The Syracuse Housing Authority will act as the lead applicant for the grant, according to the council’s meeting agenda. The project to transform the neighborhood started in 2015, according to SHA’s website. On Sept. 18, the council passed a resolution to affirm support for the project, co-signed by Mayor Ben Walsh and Common Councillor Patrick Hogan of the Second District.

The grant is part of the U.S. Department of Housing and Urban Development’s Choice Neighborhood Implementation program, which supports communities that are ready to implement plans to redevelop a neighborhood, according to the U.S. Department of Urban Housing.

The Syracuse Housing Authority’s website says its primary goals of the redevelopment are to improve housing, quality of life and neighborhood safety and investment, such as better education and more commercial activity. The 118-square-acre neighborhood includes Almus Olver Towers, Central Village, McKinney Manor and Pioneer Homes, which in total hold 1,037 public housing units.



A potential 65% of the $50 million grant, totalling $32.5 million, may be allocated toward redeveloping each of the 1,037 public housing units, while the rest would be focused on the quality of life and neighborhood investment aspects of the project, according to the council’s meeting agenda.

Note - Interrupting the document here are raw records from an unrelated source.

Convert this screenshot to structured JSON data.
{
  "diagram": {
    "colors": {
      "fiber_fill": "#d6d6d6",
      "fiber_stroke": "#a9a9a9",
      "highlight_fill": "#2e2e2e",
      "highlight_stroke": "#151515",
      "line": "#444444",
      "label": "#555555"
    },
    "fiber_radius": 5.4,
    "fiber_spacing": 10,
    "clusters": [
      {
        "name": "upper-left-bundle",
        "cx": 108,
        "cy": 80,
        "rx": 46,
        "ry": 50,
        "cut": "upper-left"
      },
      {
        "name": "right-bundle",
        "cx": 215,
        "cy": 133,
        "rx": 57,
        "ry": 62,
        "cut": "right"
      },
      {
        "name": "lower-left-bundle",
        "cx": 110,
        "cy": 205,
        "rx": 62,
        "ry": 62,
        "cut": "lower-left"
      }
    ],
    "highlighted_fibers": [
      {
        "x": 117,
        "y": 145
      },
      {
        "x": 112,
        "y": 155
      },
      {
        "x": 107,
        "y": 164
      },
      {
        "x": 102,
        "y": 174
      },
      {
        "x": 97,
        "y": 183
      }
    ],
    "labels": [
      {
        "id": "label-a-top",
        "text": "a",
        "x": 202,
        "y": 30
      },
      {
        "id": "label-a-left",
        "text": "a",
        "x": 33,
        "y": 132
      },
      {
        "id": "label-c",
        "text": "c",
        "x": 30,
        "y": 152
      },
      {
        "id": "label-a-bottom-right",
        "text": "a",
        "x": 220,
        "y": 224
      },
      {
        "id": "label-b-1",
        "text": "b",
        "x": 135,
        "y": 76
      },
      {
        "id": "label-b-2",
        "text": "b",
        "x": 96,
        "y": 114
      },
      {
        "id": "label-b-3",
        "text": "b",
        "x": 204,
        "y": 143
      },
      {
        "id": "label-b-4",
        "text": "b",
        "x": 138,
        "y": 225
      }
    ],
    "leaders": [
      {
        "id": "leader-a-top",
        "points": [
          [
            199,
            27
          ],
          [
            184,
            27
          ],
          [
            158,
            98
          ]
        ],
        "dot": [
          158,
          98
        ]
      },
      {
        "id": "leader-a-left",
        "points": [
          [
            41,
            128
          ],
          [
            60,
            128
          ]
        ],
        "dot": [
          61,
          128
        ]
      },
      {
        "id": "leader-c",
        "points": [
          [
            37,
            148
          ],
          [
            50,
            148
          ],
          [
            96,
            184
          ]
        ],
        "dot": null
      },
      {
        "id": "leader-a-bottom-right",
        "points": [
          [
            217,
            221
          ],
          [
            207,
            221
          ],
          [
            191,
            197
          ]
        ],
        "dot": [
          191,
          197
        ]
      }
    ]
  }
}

The council held one item for a later vote, which would have created an agreement with Almus Housing Development Fund Corporation to rehabilitate 191 units of Almus Olver Towers.

Other business:

  • The council approved the sale of $500,000 worth of city bonds to fund electrical upgrades at the Inner Harbor, a project that aims to use the southern part of Onondaga Lake to be a mixed-use residential area with over 400 units in apartments, townhouses and condominiums. It is also planning to be a commercial space, which currently includes the Aloft Syracuse Inner Harbor hotel and will include the county’s controversial planned aquarium.
  • The council also approved the sale of a number of bonds to finance various public infrastructure projects, specifically parks and sidewalks. The council authorized $230,000 for the 2023-2024 Parks Facility Improvements Project, which will improve facilities and infrastructure, according to the council’s meeting agenda. The council gave $150,000 of sold city bonds to the Parks Playground Replacement Program, which designs, installs and replaces playgrounds throughout Syracuse. The council approved the sale of $100,000 and $180,000 worth of city bonds to the Parks Sidewalks Capital Improvements Projects, which replaces and constructs sidewalks within Syracuse parks, and the Thornden Park Water Service Line Replacement Project, respectively.